By trying to ring-fence the bond market Mrs Merkel's government has durably dented the world's confidence in Germany's and EU willingness to abide by principles of the free markets. Worse, this lack of understanding of market mechanisms may disrupt some
important liquidity flows and unexpectedly dry out other markets.
For a start, what does qualify as a "naked short"? Who will say? What about delta hedges? Structured products? Strategies involving convertibles? Short govies long corporate straddles as convexity hedge or against credit exposure? How can anyone be sure
of what's naked and what's covered?
If the aim was to reassure the forex market that the Euro could not be pressured by short selling and CDS, then it will be highly counterproductive. Impeding a number of strategies in Euro obliges liquidating some assets, closing down some books, and going
to other currency. Moreover it gives Euro a slightly exotic flavour which it really did not need right now.
Indeed pointing at "speculators", that invisible hand with no name, no face -and conveniently no voice to talk back- as if they were terrorists, is a most common emotional reaction from low level politicians in search of a scape goat to cover for their own
mistakes. But markets don't get fooled. The move will be known for what it is, weakness, potentially leading to surrender.
Ignoring all warnings, the Eurozone wrongly tolerated credit spreads among sovereign issuers for years and failed to address that structural issue. Changing the rules now that the game turns unfavourable to them confirms to the markets that they were right
about it. In a worst case scenario, it may even create pockets of off-shore trading at different spreads than on-shore, removing the Euro from the hard currencies club. That iron curtain feeling again.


- _Instructions to follow_
Take every line from the entries below that includes the word "Image" and copy it.

- _Given records_
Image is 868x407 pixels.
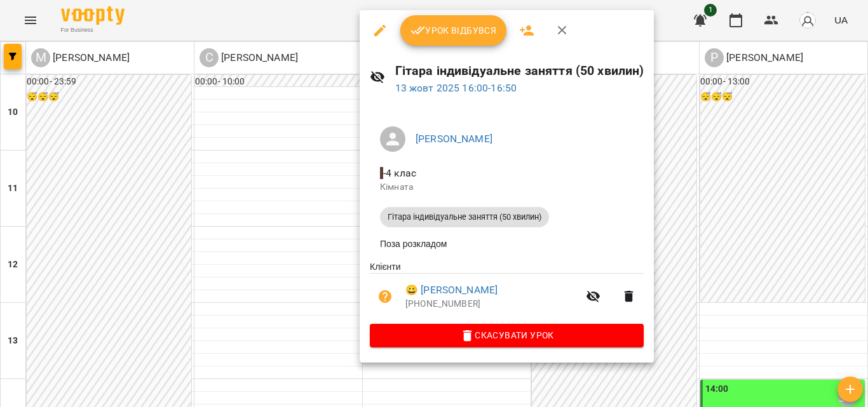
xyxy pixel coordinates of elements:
...
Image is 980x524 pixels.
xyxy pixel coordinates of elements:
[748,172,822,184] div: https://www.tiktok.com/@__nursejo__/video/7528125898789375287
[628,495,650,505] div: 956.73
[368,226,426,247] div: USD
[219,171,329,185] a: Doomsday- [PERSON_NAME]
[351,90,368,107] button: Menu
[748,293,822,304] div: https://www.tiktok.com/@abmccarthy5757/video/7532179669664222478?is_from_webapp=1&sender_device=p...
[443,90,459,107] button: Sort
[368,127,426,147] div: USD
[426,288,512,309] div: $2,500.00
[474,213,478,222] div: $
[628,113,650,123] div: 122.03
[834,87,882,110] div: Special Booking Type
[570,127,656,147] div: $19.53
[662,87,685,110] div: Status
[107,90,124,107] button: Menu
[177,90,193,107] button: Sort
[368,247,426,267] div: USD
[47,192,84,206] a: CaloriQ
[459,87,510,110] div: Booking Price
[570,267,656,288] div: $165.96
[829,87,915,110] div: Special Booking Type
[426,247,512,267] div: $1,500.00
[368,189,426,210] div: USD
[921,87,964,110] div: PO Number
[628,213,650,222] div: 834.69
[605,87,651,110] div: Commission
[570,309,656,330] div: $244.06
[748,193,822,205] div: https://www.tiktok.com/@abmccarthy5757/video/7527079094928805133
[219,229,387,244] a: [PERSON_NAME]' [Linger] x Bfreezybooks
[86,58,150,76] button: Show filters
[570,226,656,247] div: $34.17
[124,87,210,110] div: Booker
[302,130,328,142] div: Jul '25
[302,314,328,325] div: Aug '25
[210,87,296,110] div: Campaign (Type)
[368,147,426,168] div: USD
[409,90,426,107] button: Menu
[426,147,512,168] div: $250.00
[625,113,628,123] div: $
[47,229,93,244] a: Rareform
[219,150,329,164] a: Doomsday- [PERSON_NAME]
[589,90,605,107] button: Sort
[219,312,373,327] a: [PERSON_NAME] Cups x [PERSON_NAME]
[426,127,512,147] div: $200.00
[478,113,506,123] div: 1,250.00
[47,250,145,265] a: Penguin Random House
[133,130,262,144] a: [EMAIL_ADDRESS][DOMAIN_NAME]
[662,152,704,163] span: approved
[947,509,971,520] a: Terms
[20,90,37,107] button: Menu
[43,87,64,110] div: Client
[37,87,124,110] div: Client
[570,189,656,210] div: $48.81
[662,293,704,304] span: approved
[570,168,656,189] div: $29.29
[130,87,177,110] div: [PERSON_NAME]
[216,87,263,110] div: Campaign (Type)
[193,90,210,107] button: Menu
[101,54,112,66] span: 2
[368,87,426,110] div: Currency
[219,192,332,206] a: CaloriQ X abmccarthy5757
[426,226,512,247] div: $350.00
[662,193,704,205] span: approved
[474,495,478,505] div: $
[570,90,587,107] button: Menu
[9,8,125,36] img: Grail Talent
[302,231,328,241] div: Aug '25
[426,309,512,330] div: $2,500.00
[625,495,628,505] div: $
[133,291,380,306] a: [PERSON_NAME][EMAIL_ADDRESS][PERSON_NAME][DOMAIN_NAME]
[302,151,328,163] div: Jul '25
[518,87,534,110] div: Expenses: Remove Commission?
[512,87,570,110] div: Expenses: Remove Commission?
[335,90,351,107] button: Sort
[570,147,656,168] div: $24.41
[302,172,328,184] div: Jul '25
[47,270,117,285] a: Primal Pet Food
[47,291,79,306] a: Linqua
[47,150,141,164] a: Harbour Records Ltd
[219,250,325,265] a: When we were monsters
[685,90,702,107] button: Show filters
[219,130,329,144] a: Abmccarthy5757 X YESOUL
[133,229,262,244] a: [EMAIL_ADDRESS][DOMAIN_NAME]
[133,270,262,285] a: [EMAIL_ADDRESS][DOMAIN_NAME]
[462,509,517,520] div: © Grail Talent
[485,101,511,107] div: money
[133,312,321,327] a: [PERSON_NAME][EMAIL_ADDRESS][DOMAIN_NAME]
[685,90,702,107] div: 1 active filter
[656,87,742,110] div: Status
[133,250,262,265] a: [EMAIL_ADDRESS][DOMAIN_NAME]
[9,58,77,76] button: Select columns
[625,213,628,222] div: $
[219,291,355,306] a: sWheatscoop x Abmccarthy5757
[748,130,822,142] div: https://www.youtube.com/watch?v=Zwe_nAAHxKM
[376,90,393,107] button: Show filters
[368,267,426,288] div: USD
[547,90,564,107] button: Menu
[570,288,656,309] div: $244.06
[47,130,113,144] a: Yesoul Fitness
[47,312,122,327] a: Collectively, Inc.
...
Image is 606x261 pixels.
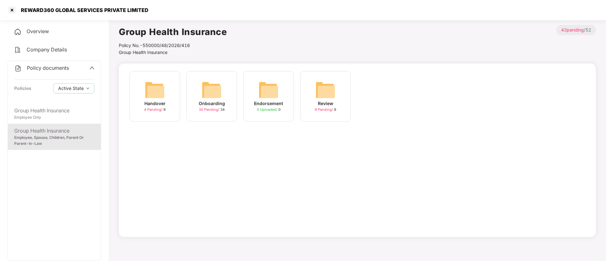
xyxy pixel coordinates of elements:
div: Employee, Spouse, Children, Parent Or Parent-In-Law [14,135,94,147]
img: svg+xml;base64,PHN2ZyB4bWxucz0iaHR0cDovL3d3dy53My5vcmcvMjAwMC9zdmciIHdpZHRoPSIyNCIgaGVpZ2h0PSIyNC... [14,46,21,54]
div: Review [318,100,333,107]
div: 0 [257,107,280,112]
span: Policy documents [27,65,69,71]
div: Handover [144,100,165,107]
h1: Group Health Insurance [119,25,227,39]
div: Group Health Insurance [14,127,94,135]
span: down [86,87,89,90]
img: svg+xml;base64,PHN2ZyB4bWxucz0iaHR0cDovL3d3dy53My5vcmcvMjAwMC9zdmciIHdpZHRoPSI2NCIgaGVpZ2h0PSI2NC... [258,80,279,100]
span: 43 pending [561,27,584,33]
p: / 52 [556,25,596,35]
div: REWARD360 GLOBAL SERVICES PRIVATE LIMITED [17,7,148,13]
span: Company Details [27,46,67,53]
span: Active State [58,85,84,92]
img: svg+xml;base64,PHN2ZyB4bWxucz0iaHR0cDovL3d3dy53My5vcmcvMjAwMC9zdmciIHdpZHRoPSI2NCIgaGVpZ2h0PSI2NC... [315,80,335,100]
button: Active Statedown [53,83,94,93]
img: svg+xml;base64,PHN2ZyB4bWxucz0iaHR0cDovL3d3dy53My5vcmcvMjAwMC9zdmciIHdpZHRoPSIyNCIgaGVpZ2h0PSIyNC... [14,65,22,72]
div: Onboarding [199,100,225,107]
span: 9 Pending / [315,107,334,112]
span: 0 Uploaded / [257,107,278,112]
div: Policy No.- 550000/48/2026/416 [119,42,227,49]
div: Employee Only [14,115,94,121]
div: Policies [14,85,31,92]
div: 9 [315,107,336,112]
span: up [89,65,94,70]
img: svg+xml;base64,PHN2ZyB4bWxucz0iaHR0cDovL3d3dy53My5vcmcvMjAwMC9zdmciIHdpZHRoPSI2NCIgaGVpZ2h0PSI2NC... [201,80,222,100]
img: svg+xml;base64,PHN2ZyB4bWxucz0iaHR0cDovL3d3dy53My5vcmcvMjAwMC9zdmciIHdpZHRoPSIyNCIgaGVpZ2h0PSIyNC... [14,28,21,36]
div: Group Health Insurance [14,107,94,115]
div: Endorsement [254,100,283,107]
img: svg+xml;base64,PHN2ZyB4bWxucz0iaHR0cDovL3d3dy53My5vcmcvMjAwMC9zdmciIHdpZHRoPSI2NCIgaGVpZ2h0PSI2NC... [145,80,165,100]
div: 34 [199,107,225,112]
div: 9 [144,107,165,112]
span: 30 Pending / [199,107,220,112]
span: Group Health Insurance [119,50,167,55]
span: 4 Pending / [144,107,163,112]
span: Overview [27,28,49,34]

- _Solution to this task_
Image is 868x407 pixels.
Image is 980x524 pixels.
Image is 606x261 pixels.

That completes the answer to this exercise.